Mothers having received EDA combined with OT (EDAOT group) displayed higher baseline blood pressure compared with mothers having received an EDA alone (EDAnon-OT group). We have previously shown that the mothers in the EDAOT group have significantly lower circulating OT levels and higher cortisol levels during a breastfeeding session 2 days after birth, compared with the mothers in the EDAnon-OT group.2,21 Taken together, these findings might suggest that the mothers who received EDA with or without OT infusion during labor have a decreased or increased activity, respectively, in their endogenous OT secretion, both into the circulation and into areas in the brain.
The activity in the central OT system in turn influences their cortisol and blood pressure—high OT secretion being linked to lower cortisol levels and blood pressure and low OT secretion to higher cortisol levels and blood pressure. These differential effects on endogenous OT secretion might have been induced by the EDA with or without OT during labor. 21
Also, other studies indicate a relationship between OT levels and low blood pressure: The higher the OT levels, the lower the blood pressure. 23
In our study DBP was more affected than SBP. In previous studies similar differential effect on DBP have shown to be associated with OT administration.24,25
For the mothers in the OT im group there was a positive correlation between the duration of skin-to-skin contact before the onset of suckling and the decrease in SBP during the 60-minute observation period.
When infants are lying in skin-to-skin contact on their mothers' chest, they stimulate maternal OT release by massage-like movements with their hands. 17 Longer duration of skin-to-skin contact before suckling has also been shown to reduce mothers' cortisol levels during the breastfeeding session. 2 The results from the present study suggest that the OT released from the presuckling period due to the skin-to-skin contact also contributed to the decrease in blood pressure observed during the breastfeeding session in the mothers in the OT im group. The reason for seeing the effects only in the OT im group may be related to the fact that OT im administration gives rise to temporarily very high levels of OT, which may exert effects different from those exerted by OT iv administration.
The number of participants in the present study is small.
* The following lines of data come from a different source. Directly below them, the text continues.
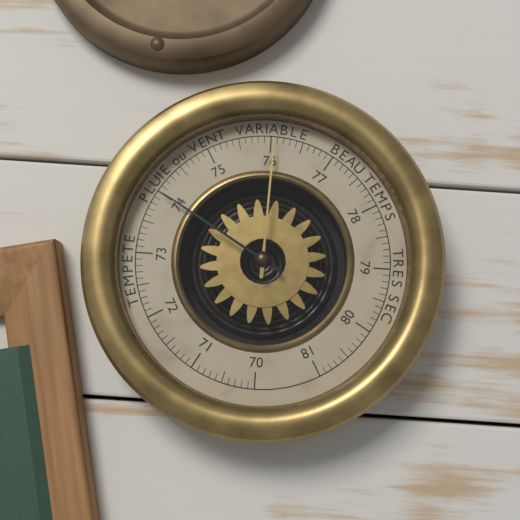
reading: 74.0 (no unit)
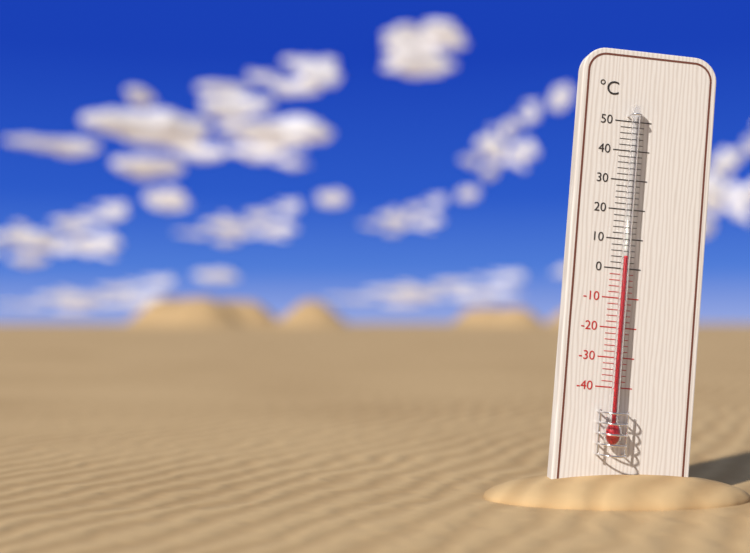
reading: 4 °C
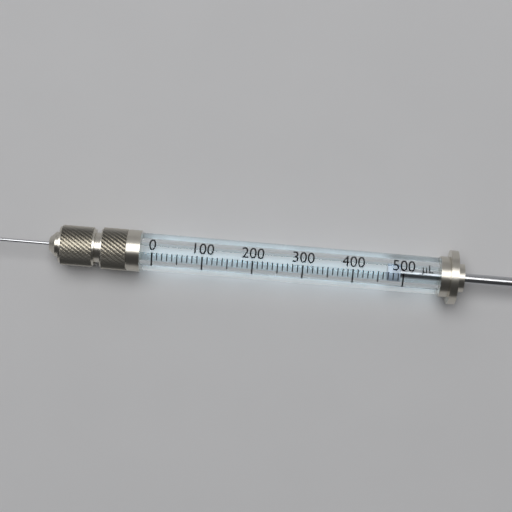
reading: 470 µL
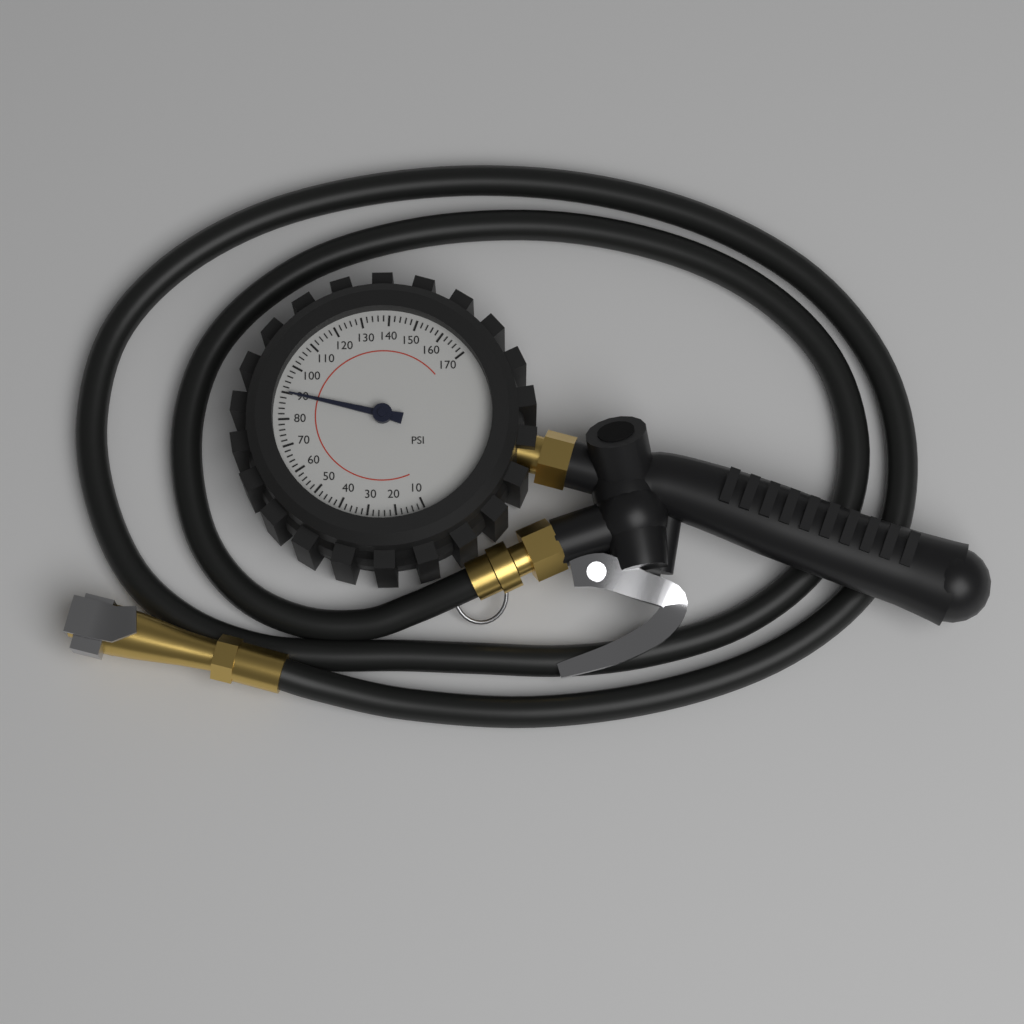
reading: 90 psi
However, because the inclusion criteria were strict and procedures were standardized, we believe that important information can be obtained from the present study, as has been the case in other studies performed under similar conditions.26–28
In order to better understand the effect on breastfeeding related decrease in blood pressure by skin-to-skin contact and by medical interventions such as EDA and OT infusions, further detailed controlled studies with a larger number of participants need to be performed.
Conclusion
The results from the present study suggest that EDA, as well as OT infusion, given during labor may exert effects on the maternal blood pressure pattern in response to breastfeeding 2 days after delivery. In addition, the duration of skin-to-skin contact before the onset of suckling may play a role in reducing maternal blood pressure during breastfeeding.
Footnotes
Acknowledgments
The authors would like to thank all mothers and babies for participating in this study, the staff at BB Stockholm, and Ingela Wiklund for participating in collection of data. The authors would also like to thank Strategic Research Programme in Care Sciences for financial support.
Disclosure Statement
No competing financial interests exist.